Along with an adapter letting you use any 2.5mm headphones you want. Any you can use any bluetooth headset.
Try again.
Very pleased to know lots of companies are not following Apple's lead blindly anymore.
Both the Moto Z and the chinese brands that released smartphones without a headphone jack (I'm not talking about LeEco though, there were models from 2015 that didn't have it) had a clear justification for it: the smartphone was too thin to house a headphone jack module.
Perhaps they could've put a 2.5mm jack in place like dumbphones in the past, but I dunno how the chassis would hold for that, so I can't tell.
But Apple decided to go without it even though the iPhone 7 has the exact same dimentions of the iPhone 6. They can make all excuses they want to, the fact is that a huge part of the market still wants them there. Courage, because there was no space, because they want to move forward, blah blah... mostly because they have a stake in Beats audio, they want to push a proprietary wireless standard, and they want to force users to spend more on crap they don't need while keeping all the profits.
Regardless, I see no problems in people getting one if they don't use a headphone jack for anything... but it's quite obvious how Apple wants to further close the ecossystem and "walled garden". I want not part in that crap.
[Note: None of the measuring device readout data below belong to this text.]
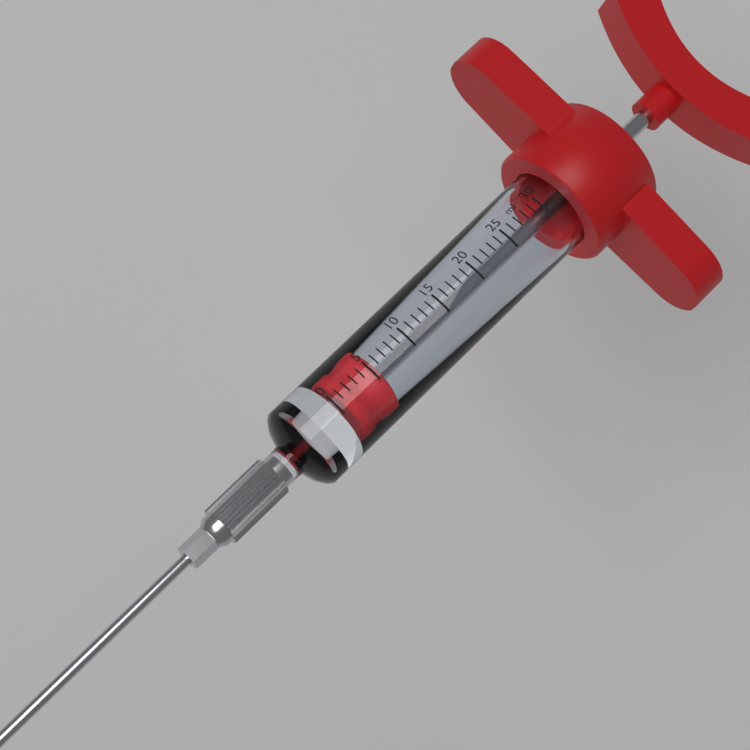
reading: 1 ml
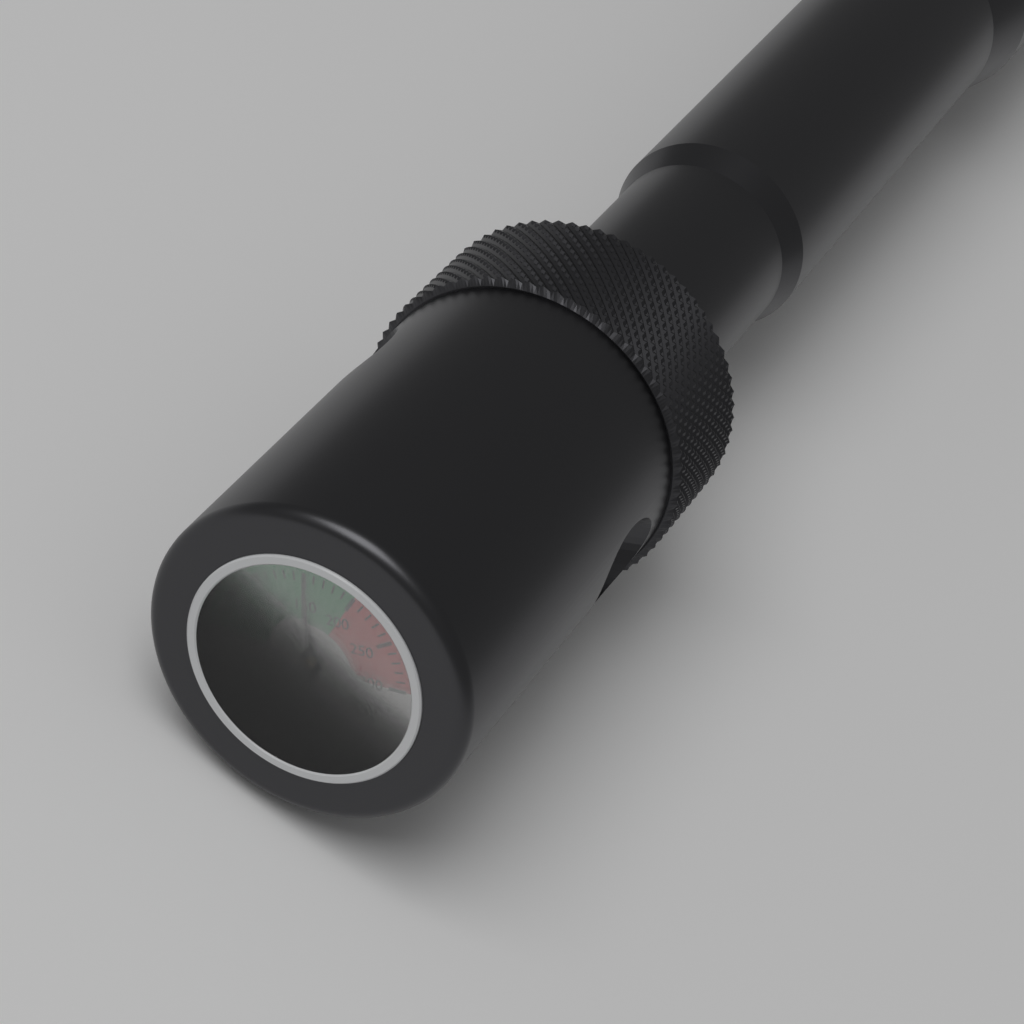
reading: 150 bar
Even their so acclaimed great wireless audio solution is about to be trampled over by the new Bluetooth 5 standard that will be coming out this year.
Your S5 is IP67 certified - dust and water resistant - not waterproof.
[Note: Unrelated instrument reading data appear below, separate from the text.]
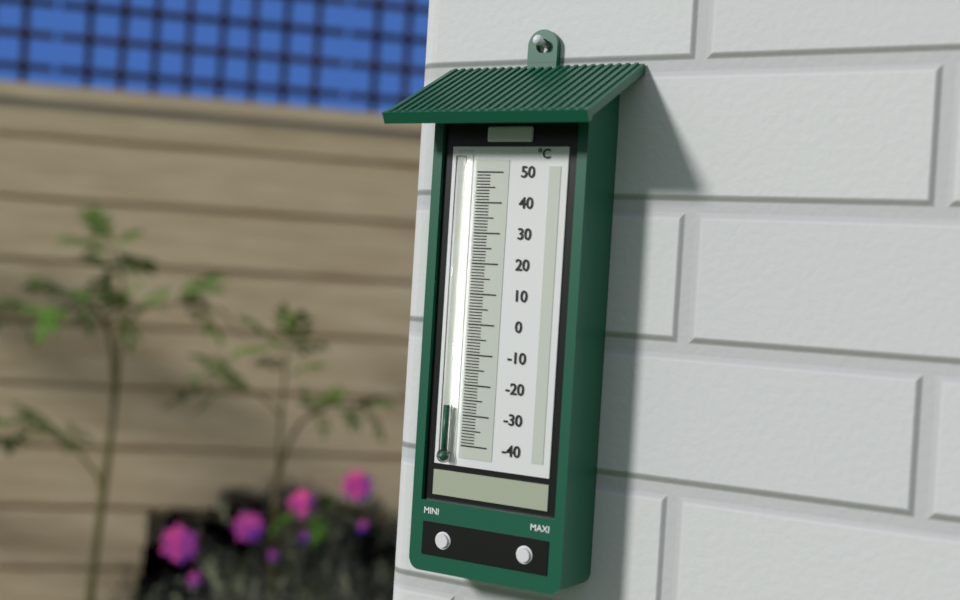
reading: -27 °C
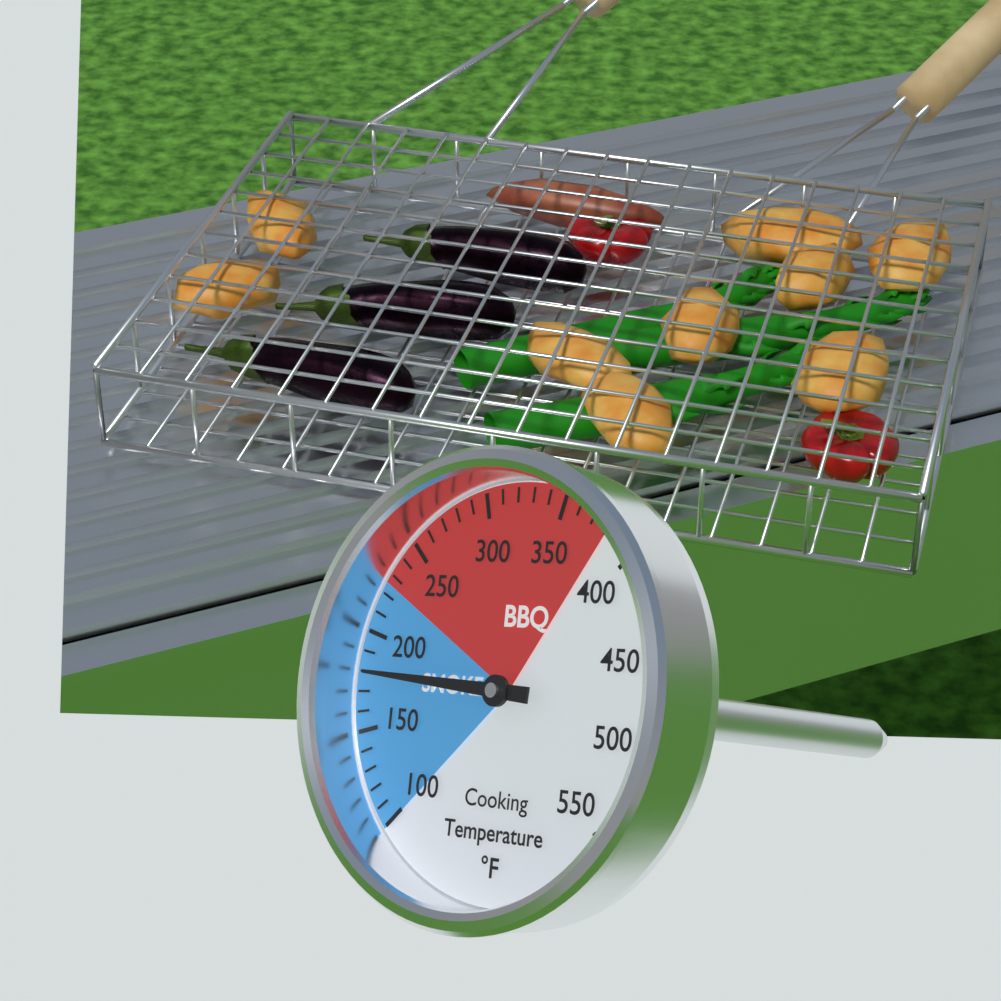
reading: 180 °F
http://www.samsung.com/us/supp...
...about things like this.
Regardless of how you feel about the jack, I think it's more concerning that Apple is the only company with the balls to even *try* removing a legacy port.
If it fails and Apple falls on its arse, we've learned something, and Apple will have learned something too. No other company seems willing to take risks in this way.
It's an important question, but it always gets lost in the myopia of people arguing about fashion and money and personal inconvenience.
Just a wild ass guess, but I'll bet ALL ports and sockets will be gone soon.
It's far easier to make a phone waterproof, if you don't have any ports and sockets to seal up.
Given how vendors currently seem to have no problem with making IP67/68 rated devices with ports I don't follow your logic. Especially since the manufacture of these parts with these ports do not fall on the vendors.
The headphones are not "free". This is marketing 101 by now. The product is subsidized via a provider pre-payment/subscriber retention incentive system, and you've *already bought* an expensive, proprietary replacement for a general product, and by the calculated strategy of not including a headphone jack they have made using the product without their proprietary method and hardware more difficult and less desirable, setting a precedent for future clamp down.
And no screen. Those are so last year.
If you can take it without restriction into a residential swimming pool - it's waterproof enough.
The S5 is only "waterproof" for 30 minutes at 1 meter. My pool is 8 feet deep.
That's just stupid. I want to hang out in a pool for hours - listening to music and taking pictures. 30 minutes is no where near enough.
As far as stupid comments go - no consumer wants to go to the bottom of the Marianas Trench with a cell phone - that's a stupid comment.
Why the fuck do you people need the phone to be waterproof? What do you do, deep sea diving with it? While we're talking about "most people" (which is the only thing phone manufacturers care about), how about this: most people don't have any use for a waterproof phone.